This Bioculture System will let biologists learn about how space impacts human health by studying cells grown in the microgravity environment of the International Space Station.
NASA/Ames Research Center/Dominic Hart
Why are scientists trying to grow organs at the International Space Station? People live on Earth not in zero-gravity. A stem cell expert explains why it is useful to do these experiments in space.
Martian meteorites allow scientists here on Earth to decode that planet’s geology, more than a decade before the first missions are scheduled to bring rocks back home from Mars.
Italian astronaut Samantha Cristoforetti aboard the International Space Station.
NASA
When it comes to commercial space tourism, suborbital flight are the first frontier. But what are the risks? Are there health requirements? What should you know before taking such a way-out trip?
The distance between the ISS and Earth is the same as about 3,850 football fields. To bring the station down, rockets will lower it a bit, and then gravity will send it crashing the rest of the way.
Cosmologists had only been able to find half the matter that should exist in the universe. With the discovery of a new astronomical phenomenon and new telescopes, researchers just found the rest.
A SpaceX Falcon 9 rocket with the company’s Crew Dragon spacecraft onboard is raised into a vertical position on the launch pad at Launch Complex 39A.
NASA/Bill Ingalls
SpaceX’s launch of astronauts to the International Space Station will make it the first private company to launch humans to space. The effort has ramifications for NASA and spaceflight in general.
Over the last 50 years, a lot has changed in rocketry. The fuel that powers spaceflight might finally be changing too.
CSA-Printstock/DIgital Vision Vectors via Getty Images
An update of 50-year-old regulations has kickstarted research into the next generation of rockets. Powered by nuclear fission, these new systems could be the key to faster, safer exploration of space.
Who owns the Moon?
Henglein and Steets/Getty Images
Like a cosmic butterfly in the sky, radio galaxy PKS 2014-55 was observed by CSIRO researchers with the Australian SKA Pathfinder telescope.
Asteroid Ryugu photographed from a distance of about 12 miles (20 kilometers) looks just gray and bland, but a close-up provides more color.
JAXA, University of Tokyo, Kochi University, Rikkyo University, Nagoya University, Chiba Institute of Technology, Meiji University, University of Aizu and AIST
It is a pretty spectacular achievement to not only rendezvous with an asteroid as it is whizzing around the Sun but also collect a sample. Here’s what the researchers learned.
Surface detail of the Tomanowos meteorite, showing cavities produced by dissolution of iron.
Eden, Janine and Jim/Wikipedia
Tomanowos, aka the Willamette Meteorite, may be the world’s most interesting rock. Its story includes catastrophic ice age floods, theft of Native American cultural heritage and plenty of human folly.
Governments and corporations must get serious about the legal, technical, economic, social and ethical implications of a potential space-based resource economy.
Katherine Johnson spoke at the Oscars about her work depicted in the 2016 film ‘Hidden Figures.’
AP Photo/Chris Pizzello
NASA scientist Katherine Johnson was instrumental in getting people to the moon. Here are some of the lessons one mathematics professor believes she taught us all.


Each line below that holds the string "returns" counts once; report the total and nothing else.
====== Records shown ======
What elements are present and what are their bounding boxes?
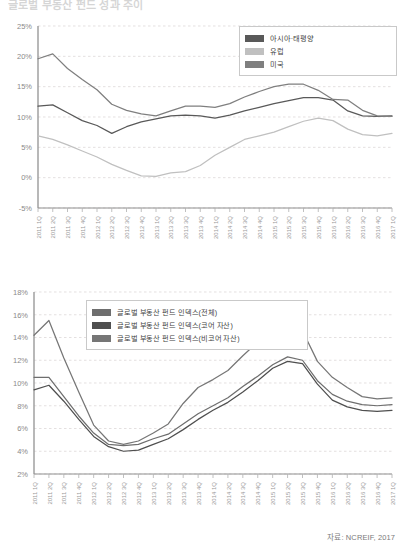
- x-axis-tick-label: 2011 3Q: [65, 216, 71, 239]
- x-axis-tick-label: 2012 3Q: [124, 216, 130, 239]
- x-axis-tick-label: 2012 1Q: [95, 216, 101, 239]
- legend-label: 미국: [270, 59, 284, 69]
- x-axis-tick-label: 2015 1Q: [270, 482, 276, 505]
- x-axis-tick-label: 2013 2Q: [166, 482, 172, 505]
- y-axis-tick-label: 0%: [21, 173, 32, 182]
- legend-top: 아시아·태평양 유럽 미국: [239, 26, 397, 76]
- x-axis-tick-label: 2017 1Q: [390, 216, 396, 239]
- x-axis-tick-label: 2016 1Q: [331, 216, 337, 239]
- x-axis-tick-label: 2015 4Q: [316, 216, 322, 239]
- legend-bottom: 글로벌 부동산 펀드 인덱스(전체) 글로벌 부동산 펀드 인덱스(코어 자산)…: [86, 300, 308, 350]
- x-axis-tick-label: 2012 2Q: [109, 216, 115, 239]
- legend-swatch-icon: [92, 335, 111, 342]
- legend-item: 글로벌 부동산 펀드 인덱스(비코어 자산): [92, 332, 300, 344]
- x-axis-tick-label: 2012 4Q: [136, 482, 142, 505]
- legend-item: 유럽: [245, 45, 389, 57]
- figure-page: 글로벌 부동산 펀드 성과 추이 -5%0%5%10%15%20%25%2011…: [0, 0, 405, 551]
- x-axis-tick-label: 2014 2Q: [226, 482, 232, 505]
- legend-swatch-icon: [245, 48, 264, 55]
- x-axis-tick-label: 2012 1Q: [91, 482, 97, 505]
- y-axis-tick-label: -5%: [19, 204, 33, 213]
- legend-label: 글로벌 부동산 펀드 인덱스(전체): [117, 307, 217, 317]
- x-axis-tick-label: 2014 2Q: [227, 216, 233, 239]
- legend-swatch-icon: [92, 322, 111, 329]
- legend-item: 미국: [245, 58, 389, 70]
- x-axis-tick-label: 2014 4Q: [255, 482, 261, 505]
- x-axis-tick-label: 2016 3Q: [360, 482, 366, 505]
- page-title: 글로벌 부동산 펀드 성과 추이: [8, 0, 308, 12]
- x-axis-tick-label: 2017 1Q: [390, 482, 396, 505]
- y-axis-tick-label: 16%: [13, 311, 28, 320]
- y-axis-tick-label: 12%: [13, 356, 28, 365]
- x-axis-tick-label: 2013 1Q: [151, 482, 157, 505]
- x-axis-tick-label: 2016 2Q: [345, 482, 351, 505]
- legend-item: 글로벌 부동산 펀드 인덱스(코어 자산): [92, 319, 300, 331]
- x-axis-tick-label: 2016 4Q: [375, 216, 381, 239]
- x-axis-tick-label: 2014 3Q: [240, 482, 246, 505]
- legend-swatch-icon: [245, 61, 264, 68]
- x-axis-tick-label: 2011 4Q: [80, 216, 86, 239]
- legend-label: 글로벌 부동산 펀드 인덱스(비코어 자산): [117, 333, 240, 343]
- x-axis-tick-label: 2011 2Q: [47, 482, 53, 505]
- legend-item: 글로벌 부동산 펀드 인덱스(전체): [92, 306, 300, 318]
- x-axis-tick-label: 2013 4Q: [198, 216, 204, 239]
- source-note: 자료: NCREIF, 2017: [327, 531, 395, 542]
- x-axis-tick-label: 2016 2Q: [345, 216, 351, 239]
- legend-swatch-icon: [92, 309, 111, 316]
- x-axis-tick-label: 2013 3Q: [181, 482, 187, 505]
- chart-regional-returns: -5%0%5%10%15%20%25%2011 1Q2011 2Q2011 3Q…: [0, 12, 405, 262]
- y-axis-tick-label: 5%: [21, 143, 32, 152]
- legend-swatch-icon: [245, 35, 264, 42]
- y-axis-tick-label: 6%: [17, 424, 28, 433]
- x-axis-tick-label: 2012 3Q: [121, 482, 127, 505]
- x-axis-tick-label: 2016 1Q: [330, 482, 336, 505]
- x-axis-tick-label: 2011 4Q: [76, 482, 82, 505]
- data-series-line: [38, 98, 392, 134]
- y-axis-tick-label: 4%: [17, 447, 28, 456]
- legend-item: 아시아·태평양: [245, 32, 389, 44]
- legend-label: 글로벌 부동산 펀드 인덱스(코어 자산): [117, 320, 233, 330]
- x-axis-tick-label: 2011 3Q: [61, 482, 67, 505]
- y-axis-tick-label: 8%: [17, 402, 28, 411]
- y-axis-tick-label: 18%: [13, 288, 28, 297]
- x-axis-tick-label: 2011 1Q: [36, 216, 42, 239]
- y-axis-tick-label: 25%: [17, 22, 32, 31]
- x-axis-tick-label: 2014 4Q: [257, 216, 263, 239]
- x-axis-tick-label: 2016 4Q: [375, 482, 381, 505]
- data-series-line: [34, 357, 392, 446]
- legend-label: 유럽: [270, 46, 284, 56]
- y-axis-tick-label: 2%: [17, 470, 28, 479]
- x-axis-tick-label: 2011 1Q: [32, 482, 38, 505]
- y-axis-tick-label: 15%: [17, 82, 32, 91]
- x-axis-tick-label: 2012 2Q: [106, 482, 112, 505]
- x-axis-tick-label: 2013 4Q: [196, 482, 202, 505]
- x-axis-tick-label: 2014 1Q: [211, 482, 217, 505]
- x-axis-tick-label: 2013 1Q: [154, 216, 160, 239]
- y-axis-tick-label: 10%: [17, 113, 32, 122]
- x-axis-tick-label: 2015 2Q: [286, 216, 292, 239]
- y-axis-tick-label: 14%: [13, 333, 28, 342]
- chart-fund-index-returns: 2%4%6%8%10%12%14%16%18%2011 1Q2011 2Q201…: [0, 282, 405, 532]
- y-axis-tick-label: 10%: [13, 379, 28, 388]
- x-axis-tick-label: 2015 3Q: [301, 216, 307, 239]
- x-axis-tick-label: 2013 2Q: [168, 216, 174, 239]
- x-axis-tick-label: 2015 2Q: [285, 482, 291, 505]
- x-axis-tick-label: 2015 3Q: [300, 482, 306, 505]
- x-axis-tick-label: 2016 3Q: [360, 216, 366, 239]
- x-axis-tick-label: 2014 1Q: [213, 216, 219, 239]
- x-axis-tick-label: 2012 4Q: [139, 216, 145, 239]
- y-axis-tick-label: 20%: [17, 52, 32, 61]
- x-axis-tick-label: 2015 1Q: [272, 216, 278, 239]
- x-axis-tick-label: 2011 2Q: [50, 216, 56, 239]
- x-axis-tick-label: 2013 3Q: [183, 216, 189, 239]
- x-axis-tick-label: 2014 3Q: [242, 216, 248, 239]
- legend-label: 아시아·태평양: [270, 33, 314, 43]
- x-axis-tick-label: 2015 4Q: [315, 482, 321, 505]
======
Your solution |
2